GENIE: A Fine-Grained Measure for Novelty

Large Language Models have consistently demonstrated a lack of creativity and diversity across tasks. We propose GENIE (Granular Evaluation of Novel Ideas with Explainability) — a fine-grained evaluation metric that measures the novelty of responses along task-specific features with respect to a population of responses.

How GENIE works

GENIE evaluates novelty in four stages: automatic feature discovery, question generation, population building, and population-relative dissimilarity scoring. The figure shows how GENIE is instantiated on the creative writing task.

GENIE pipeline diagram

Q-GENIE Visualizer

Q-GENIE scores help pinpoint the details that make a response unique with respect to the population. Given a question, explore how novel answers extracted from target responses are relative to answers extracted from population responses. Click the population bubble to view its contents. Target answers that are near the population are less novel (i.e. more in-distribution with the population).

Dataset statistics

6
Creative Writing Features
3,404
Population responses
4,500
Target responses
39
Models used
50
Writing prompts

Novelty score distribution by feature

Kernel density estimates of GENIE scores across the target document set, per feature.

Model novelty scores

We computed the GENIE scores for target responses generated by 18 models across 50 creative writing prompts, with respect to a population of 4,500 responses generated by 21 models. Select a feature to view model rankings and use the filters to narrow by model family or type.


EXERCISE INSTRUCTIONS => Your reply should hold every record exactly as given, with no pictures in it.

++++ PROVIDED MATERIAL

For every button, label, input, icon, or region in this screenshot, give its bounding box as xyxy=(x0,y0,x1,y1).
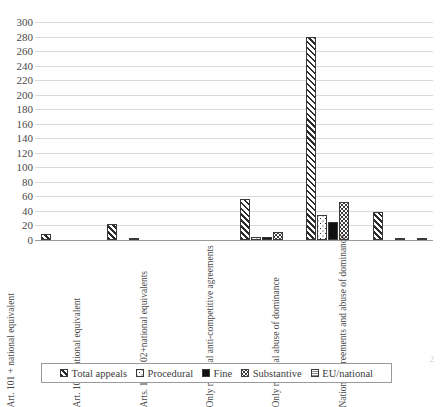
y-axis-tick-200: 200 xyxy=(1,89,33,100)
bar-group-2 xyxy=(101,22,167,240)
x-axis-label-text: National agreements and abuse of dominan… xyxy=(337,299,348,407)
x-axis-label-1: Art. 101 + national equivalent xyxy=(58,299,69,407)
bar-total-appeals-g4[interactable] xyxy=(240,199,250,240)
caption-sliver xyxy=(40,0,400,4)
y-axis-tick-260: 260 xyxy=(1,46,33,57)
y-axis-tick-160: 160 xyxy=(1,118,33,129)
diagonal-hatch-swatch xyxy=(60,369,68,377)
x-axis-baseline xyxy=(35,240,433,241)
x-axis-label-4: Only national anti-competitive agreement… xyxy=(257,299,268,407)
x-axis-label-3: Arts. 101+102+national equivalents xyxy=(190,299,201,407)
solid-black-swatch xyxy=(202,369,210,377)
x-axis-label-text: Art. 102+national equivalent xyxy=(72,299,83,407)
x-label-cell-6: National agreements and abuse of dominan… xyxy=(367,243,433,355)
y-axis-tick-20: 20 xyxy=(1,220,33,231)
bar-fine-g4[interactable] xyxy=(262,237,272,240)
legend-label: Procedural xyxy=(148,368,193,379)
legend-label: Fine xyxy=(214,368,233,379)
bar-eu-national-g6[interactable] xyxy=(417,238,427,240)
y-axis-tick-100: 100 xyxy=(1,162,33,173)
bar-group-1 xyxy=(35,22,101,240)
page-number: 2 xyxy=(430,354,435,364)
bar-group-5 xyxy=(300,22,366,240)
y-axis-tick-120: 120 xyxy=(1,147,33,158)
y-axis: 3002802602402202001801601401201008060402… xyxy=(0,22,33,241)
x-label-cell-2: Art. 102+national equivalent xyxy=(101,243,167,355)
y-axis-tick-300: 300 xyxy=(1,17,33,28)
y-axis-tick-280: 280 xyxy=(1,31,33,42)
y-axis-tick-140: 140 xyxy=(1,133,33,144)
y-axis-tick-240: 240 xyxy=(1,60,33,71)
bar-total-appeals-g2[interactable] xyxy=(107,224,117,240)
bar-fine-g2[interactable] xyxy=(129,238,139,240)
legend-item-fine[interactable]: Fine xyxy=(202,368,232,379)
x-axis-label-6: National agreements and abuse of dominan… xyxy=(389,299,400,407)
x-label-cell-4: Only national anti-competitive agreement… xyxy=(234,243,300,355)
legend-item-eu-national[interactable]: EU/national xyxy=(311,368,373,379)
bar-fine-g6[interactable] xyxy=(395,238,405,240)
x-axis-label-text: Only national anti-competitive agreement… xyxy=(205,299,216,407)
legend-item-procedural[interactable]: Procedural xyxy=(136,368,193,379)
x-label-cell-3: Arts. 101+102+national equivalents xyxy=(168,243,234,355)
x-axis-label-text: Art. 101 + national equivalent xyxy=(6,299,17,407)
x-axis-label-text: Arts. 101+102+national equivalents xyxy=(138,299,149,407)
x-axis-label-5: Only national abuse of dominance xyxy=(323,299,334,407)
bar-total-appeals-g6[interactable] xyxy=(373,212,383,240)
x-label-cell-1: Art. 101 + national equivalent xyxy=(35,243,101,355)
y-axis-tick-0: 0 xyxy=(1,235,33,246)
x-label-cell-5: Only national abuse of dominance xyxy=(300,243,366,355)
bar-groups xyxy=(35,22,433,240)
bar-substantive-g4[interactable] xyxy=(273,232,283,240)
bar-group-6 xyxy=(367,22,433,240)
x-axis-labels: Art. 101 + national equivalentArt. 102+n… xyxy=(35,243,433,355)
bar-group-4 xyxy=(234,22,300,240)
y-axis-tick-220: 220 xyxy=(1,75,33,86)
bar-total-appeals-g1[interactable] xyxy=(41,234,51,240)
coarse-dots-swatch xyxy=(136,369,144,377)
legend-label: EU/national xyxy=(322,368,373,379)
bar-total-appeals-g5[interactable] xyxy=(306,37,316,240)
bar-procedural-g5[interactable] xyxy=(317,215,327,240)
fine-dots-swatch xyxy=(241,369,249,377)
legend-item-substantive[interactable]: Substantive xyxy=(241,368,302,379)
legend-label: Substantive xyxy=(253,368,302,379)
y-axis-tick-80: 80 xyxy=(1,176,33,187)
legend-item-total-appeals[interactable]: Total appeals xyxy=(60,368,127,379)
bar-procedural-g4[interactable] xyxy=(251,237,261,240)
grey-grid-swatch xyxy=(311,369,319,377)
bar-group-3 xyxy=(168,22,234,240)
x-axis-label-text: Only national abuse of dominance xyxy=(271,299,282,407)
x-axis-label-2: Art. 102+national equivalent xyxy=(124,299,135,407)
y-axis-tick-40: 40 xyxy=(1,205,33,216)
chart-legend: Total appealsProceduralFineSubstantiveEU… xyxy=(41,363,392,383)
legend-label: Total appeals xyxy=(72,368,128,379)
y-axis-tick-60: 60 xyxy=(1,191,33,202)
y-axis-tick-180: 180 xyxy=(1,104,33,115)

++++++++

OUTPUT FOR THIS EXERCISE =>
For every button, label, input, icon, or region in this screenshot, give its bounding box as xyxy=(x0,y0,x1,y1).
y-axis-tick-200: 200 xyxy=(1,89,33,100)
bar-group-2 xyxy=(101,22,167,240)
x-axis-label-text: National agreements and abuse of dominan… xyxy=(337,299,348,407)
x-axis-label-1: Art. 101 + national equivalent xyxy=(58,299,69,407)
bar-total-appeals-g4[interactable] xyxy=(240,199,250,240)
caption-sliver xyxy=(40,0,400,4)
y-axis-tick-260: 260 xyxy=(1,46,33,57)
y-axis-tick-160: 160 xyxy=(1,118,33,129)
diagonal-hatch-swatch xyxy=(60,369,68,377)
x-axis-baseline xyxy=(35,240,433,241)
x-axis-label-4: Only national anti-competitive agreement… xyxy=(257,299,268,407)
x-axis-label-3: Arts. 101+102+national equivalents xyxy=(190,299,201,407)
solid-black-swatch xyxy=(202,369,210,377)
x-axis-label-text: Art. 102+national equivalent xyxy=(72,299,83,407)
x-label-cell-6: National agreements and abuse of dominan… xyxy=(367,243,433,355)
y-axis-tick-20: 20 xyxy=(1,220,33,231)
bar-fine-g4[interactable] xyxy=(262,237,272,240)
legend-label: Procedural xyxy=(148,368,193,379)
legend-label: Fine xyxy=(214,368,233,379)
bar-eu-national-g6[interactable] xyxy=(417,238,427,240)
y-axis-tick-100: 100 xyxy=(1,162,33,173)
bar-group-1 xyxy=(35,22,101,240)
page-number: 2 xyxy=(430,354,435,364)
bar-group-5 xyxy=(300,22,366,240)
y-axis-tick-120: 120 xyxy=(1,147,33,158)
y-axis: 3002802602402202001801601401201008060402… xyxy=(0,22,33,241)
x-label-cell-2: Art. 102+national equivalent xyxy=(101,243,167,355)
y-axis-tick-300: 300 xyxy=(1,17,33,28)
y-axis-tick-280: 280 xyxy=(1,31,33,42)
y-axis-tick-140: 140 xyxy=(1,133,33,144)
y-axis-tick-240: 240 xyxy=(1,60,33,71)
bar-total-appeals-g2[interactable] xyxy=(107,224,117,240)
bar-fine-g2[interactable] xyxy=(129,238,139,240)
legend-item-fine[interactable]: Fine xyxy=(202,368,232,379)
x-axis-label-6: National agreements and abuse of dominan… xyxy=(389,299,400,407)
x-label-cell-4: Only national anti-competitive agreement… xyxy=(234,243,300,355)
legend-item-eu-national[interactable]: EU/national xyxy=(311,368,373,379)
bar-fine-g6[interactable] xyxy=(395,238,405,240)
x-axis-label-text: Only national anti-competitive agreement… xyxy=(205,299,216,407)
legend-item-procedural[interactable]: Procedural xyxy=(136,368,193,379)
x-label-cell-3: Arts. 101+102+national equivalents xyxy=(168,243,234,355)
x-axis-label-text: Art. 101 + national equivalent xyxy=(6,299,17,407)
x-axis-label-text: Arts. 101+102+national equivalents xyxy=(138,299,149,407)
x-axis-label-5: Only national abuse of dominance xyxy=(323,299,334,407)
bar-total-appeals-g6[interactable] xyxy=(373,212,383,240)
x-label-cell-1: Art. 101 + national equivalent xyxy=(35,243,101,355)
y-axis-tick-0: 0 xyxy=(1,235,33,246)
x-label-cell-5: Only national abuse of dominance xyxy=(300,243,366,355)
bar-groups xyxy=(35,22,433,240)
bar-substantive-g4[interactable] xyxy=(273,232,283,240)
bar-group-6 xyxy=(367,22,433,240)
x-axis-labels: Art. 101 + national equivalentArt. 102+n… xyxy=(35,243,433,355)
bar-group-4 xyxy=(234,22,300,240)
y-axis-tick-220: 220 xyxy=(1,75,33,86)
bar-total-appeals-g1[interactable] xyxy=(41,234,51,240)
coarse-dots-swatch xyxy=(136,369,144,377)
legend-label: EU/national xyxy=(322,368,373,379)
bar-total-appeals-g5[interactable] xyxy=(306,37,316,240)
bar-procedural-g5[interactable] xyxy=(317,215,327,240)
fine-dots-swatch xyxy=(241,369,249,377)
legend-item-substantive[interactable]: Substantive xyxy=(241,368,302,379)
legend-label: Substantive xyxy=(253,368,302,379)
y-axis-tick-80: 80 xyxy=(1,176,33,187)
legend-item-total-appeals[interactable]: Total appeals xyxy=(60,368,127,379)
bar-procedural-g4[interactable] xyxy=(251,237,261,240)
grey-grid-swatch xyxy=(311,369,319,377)
bar-group-3 xyxy=(168,22,234,240)
x-axis-label-text: Only national abuse of dominance xyxy=(271,299,282,407)
x-axis-label-2: Art. 102+national equivalent xyxy=(124,299,135,407)
y-axis-tick-40: 40 xyxy=(1,205,33,216)
chart-legend: Total appealsProceduralFineSubstantiveEU… xyxy=(41,363,392,383)
legend-label: Total appeals xyxy=(72,368,128,379)
y-axis-tick-60: 60 xyxy=(1,191,33,202)
y-axis-tick-180: 180 xyxy=(1,104,33,115)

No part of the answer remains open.